Focusing on negative feelings can spur us to solve problems and do things differently, said Emma McAdam, a licensed marriage and family therapist in Provo, Utah.
However, people with "a very high negativity bias" are in danger of "extremely high levels of anxiety," Norris said.
• How to manage negativity bias It is harder for people to shift away from negative thinking than positive thinking, Ledgerwood said.
"Our research shows that once people think about negative information, that way of thinking about it tends to stick in our minds and resists subsequent attempts to change it," Ledgerwood said.
Knowing about the negativity bias won't fix things, she said.
Instead, Ledgerwood recommends that we "channel the negativity into some kind of productive action." Also, she said, try to balance - not substitute - negativity even with simple measures such as going for a walk.
"It's important to do both," she said. "If you just lean into the information contained in the negative and use it to motivate yourself into action, just doing that won't work. You'll burn out. So we need to also be adding some positivity."
• Here are some research-based ways to manage negativity bias:
• Try to switch your attention to the positive. McAdam said she often sees people mired in negativity. "When they express the problem they're having, they often use language like, 'Everything is awful, the world is worse than it's ever been, my marriage is a complete disaster'," she said.
When our brains default to the negative, we could try to "actively shift our attention to something else because attention is our greatest superpower," McAdam said.

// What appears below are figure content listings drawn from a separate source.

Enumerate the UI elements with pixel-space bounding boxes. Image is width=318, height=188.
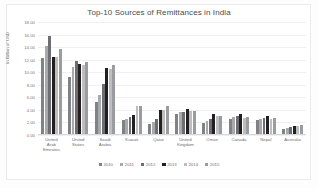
x-axis-tick-label: United Arab Emirates [38, 137, 65, 153]
bar [263, 118, 266, 135]
bar-group [172, 22, 199, 135]
bar [139, 106, 142, 135]
y-axis-tick: 6.00 [27, 95, 35, 100]
y-axis-tick: 2.00 [27, 120, 35, 125]
bar [179, 112, 182, 135]
legend-item[interactable]: 2014 [184, 162, 198, 167]
bar [72, 67, 75, 135]
y-axis-tick: 0.00 [27, 133, 35, 138]
y-axis-tick: 8.00 [27, 82, 35, 87]
legend-item[interactable]: 2011 [120, 162, 134, 167]
bar [219, 116, 222, 135]
x-axis-tick-label: Qatar [145, 137, 172, 153]
bar [193, 111, 196, 135]
y-axis-tick: 4.00 [27, 107, 35, 112]
bar [239, 114, 242, 135]
x-axis-tick-label: Saudi Arabia [92, 137, 119, 153]
bar [209, 119, 212, 135]
bar [68, 77, 71, 135]
bar [182, 112, 185, 135]
bar [175, 114, 178, 135]
x-axis-tick-label: Oman [199, 137, 226, 153]
legend-label: 2010 [103, 162, 113, 167]
x-axis-tick-label: Kuwait [118, 137, 145, 153]
legend-label: 2012 [146, 162, 156, 167]
bar [125, 119, 128, 135]
chart-page: Top-10 Sources of Remittances in India I… [0, 0, 318, 188]
bar-group [65, 22, 92, 135]
bar [189, 111, 192, 135]
y-axis-tick: 14.00 [24, 45, 35, 50]
bar [109, 69, 112, 135]
bar [102, 84, 105, 135]
bar-group [92, 22, 119, 135]
bar [52, 57, 55, 135]
bar [236, 116, 239, 135]
bar [162, 110, 165, 135]
y-axis-tick: 16.00 [24, 32, 35, 37]
bar [105, 68, 108, 135]
legend-item[interactable]: 2012 [141, 162, 155, 167]
bar-group [226, 22, 253, 135]
bar [246, 117, 249, 135]
bar [136, 106, 139, 135]
plot-area: 18.0016.0014.0012.0010.008.006.004.002.0… [38, 22, 306, 135]
bar [48, 36, 51, 135]
bar [232, 117, 235, 135]
legend-item[interactable]: 2013 [162, 162, 176, 167]
chart-title: Top-10 Sources of Remittances in India [0, 8, 318, 17]
legend-swatch [120, 163, 123, 166]
legend-label: 2015 [210, 162, 220, 167]
x-axis-line [38, 134, 306, 135]
bar-group [145, 22, 172, 135]
bar [229, 119, 232, 135]
bar [55, 57, 58, 135]
legend-swatch [205, 163, 208, 166]
bar-group [199, 22, 226, 135]
x-axis-tick-label: Nepal [252, 137, 279, 153]
bar [41, 58, 44, 135]
bar [159, 110, 162, 135]
y-axis-title: In Billion of USD [5, 20, 10, 76]
bar [122, 120, 125, 135]
x-axis-tick-label: Canada [226, 137, 253, 153]
bar [132, 115, 135, 135]
bar [45, 46, 48, 135]
bar [256, 120, 259, 135]
legend-swatch [184, 163, 187, 166]
bar [243, 118, 246, 135]
legend-label: 2014 [188, 162, 198, 167]
bar [112, 65, 115, 135]
x-axis-tick-label: United States [65, 137, 92, 153]
bar-group [279, 22, 306, 135]
bar [212, 114, 215, 135]
bar-groups [38, 22, 306, 135]
bar [206, 121, 209, 135]
bar [98, 95, 101, 135]
bar [273, 118, 276, 135]
bar [166, 106, 169, 135]
gridline: 0.00 [38, 135, 306, 136]
chart-legend: 201020112012201320142015 [0, 162, 318, 167]
bar-group [252, 22, 279, 135]
y-axis-tick: 12.00 [24, 57, 35, 62]
legend-item[interactable]: 2015 [205, 162, 219, 167]
bar [270, 119, 273, 135]
bar [266, 116, 269, 135]
bar [259, 119, 262, 135]
legend-label: 2011 [125, 162, 134, 167]
legend-label: 2013 [167, 162, 177, 167]
x-axis-labels: United Arab EmiratesUnited StatesSaudi A… [38, 137, 306, 153]
y-axis-tick: 18.00 [24, 20, 35, 25]
x-axis-tick-label: United Kingdom [172, 137, 199, 153]
bar-group [38, 22, 65, 135]
bar-group [118, 22, 145, 135]
bar [129, 117, 132, 135]
legend-swatch [141, 163, 144, 166]
bar [75, 61, 78, 135]
y-axis-tick: 10.00 [24, 70, 35, 75]
bar [95, 102, 98, 135]
legend-item[interactable]: 2010 [99, 162, 113, 167]
bar [85, 62, 88, 135]
bar [155, 119, 158, 135]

For example, if you're stewing over the belief that your husband can't do anything right because he forgot to wheel out the trash bins, correct your bias by remembering that he just did the laundry, McAdam said. "We have to start noticing it because there is good everywhere around us. We're often blind to that because of our negativity bias," she said.
• Make gratitude a habit. Set a time each day to write down a handful of things for which you are grateful, McAdam said. Naming what you appreciate "is helping to train your brain in a new habit. It's hard at first, and then the more you do it, the easier it gets, the more automatic it gets," Ledgerwood said. It "can substantially boost people's well-being."
• Use the negative to break bad habits. If you want to change a bad habit - such as quitting smoking, drinking less or cutting your sugar intake - go negative. Norris said her research suggests that "increasing how bad we feel in that situation is more effective in creating behavioral change."
"If you focus on the fact that cigarettes are addictive, and they smell, and they're giving you cancer and all of these negative consequences, that will help you to decrease that behavior and hopefully to end up quitting," she said.
• Connect with other people in a constructive way. "Sometimes when we're ruminating on negative stuff, we get very self-focused," Ledgerwood said. Finding ways to help others "can be this shortcut to breaking out of that self-focus" and makes us feel better, she said.
On a broader scale, people can channel negative feelings into positive action, Ledgerwood said. "We can use them to say: 'There's a problem. Who else is experiencing this problem? How can I connect with them?'" she said.
"The action part is really important," she said, "for example, with anger, using it as a motivation to do something about what feels unfair."